Prime Minister Keir Starmer’s top team contains more lawmakers from poor backgrounds, and fewer from elite schools, than any in recent memory. Voters haven’t noticed.
Hot water was a luxury in the home where Angela Rayner, Britain’s deputy prime minister, was raised. Wes Streeting, the health secretary, was born to a single mother who pawned her jewelry to make ends meet. Racist skinheads shouted abuse at the young David Lammy, a Black Briton who is now foreign secretary, near his home in a deprived part of north London.
Britain’s current cabinet, the country’s 22 senior lawmakers including the prime minister, Keir Starmer, is one of the most working class in the nation’s history. Only one attended a private school, and several spent their early lives in poverty. Mr. Starmer, whose father worked in a factory, has recounted when their phone was cut off because his parents couldn’t pay the bills.
Yet, while the cabinet may be more like many of the people it governs, Britons don’t seem to have noticed.
According to one recent opinion poll, fewer than one in four people see the Labour government, which came to power in July, as caring about “people like them,” while almost two-thirds of voters see it as not bothered by the interests of normal people.
That impression has been shaped in part by recent revelations that senior Labour figures accepted free gifts from party donors, including clothing and eyeglasses for Mr. Starmer and dresses for his wife.
But the glaring disparity between the humble social origins of top ministers and the way they are perceived, analysts say, underscores the disenchantment many Britons feel with the system, and with the political class in general.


- ACTIVITY -
Go through the records and show each line where the word "nchanges" occurs.

- PROVIDED DATA -
════════════════
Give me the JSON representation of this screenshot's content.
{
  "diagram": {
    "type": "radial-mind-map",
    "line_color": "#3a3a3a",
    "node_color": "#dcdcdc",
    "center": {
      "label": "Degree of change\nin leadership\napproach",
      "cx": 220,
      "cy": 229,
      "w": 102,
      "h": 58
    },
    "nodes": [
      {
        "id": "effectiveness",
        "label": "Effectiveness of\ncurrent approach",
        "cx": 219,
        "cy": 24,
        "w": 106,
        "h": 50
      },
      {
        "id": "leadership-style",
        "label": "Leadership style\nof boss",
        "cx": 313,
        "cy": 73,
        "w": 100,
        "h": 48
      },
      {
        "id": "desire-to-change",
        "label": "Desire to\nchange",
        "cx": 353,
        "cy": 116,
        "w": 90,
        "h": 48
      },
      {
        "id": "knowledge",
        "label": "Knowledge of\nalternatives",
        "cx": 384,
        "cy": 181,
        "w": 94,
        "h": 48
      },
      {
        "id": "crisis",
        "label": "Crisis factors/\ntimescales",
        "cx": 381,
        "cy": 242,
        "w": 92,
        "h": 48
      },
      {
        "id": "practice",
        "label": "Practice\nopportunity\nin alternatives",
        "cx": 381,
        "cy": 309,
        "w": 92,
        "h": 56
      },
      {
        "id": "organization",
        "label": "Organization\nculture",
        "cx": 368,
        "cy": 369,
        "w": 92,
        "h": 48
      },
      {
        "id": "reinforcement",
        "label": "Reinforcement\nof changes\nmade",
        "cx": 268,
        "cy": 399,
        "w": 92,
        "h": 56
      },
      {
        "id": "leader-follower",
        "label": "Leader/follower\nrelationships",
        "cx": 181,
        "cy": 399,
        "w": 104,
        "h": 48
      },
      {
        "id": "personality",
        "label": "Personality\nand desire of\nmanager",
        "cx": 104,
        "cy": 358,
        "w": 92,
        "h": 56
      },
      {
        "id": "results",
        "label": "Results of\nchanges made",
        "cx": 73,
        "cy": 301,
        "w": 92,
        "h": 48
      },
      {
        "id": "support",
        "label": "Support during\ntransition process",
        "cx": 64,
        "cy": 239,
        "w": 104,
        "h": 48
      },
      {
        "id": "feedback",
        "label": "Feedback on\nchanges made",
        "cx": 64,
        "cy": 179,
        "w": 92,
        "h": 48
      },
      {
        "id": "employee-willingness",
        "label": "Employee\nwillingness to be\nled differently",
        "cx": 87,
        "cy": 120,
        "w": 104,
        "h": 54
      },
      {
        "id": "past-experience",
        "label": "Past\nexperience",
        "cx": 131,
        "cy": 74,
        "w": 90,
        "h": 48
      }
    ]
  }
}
════════════════
- ANSWER TO THIS TASK -
        "label": "Results of\nchanges made",
        "label": "Feedback on\nchanges made",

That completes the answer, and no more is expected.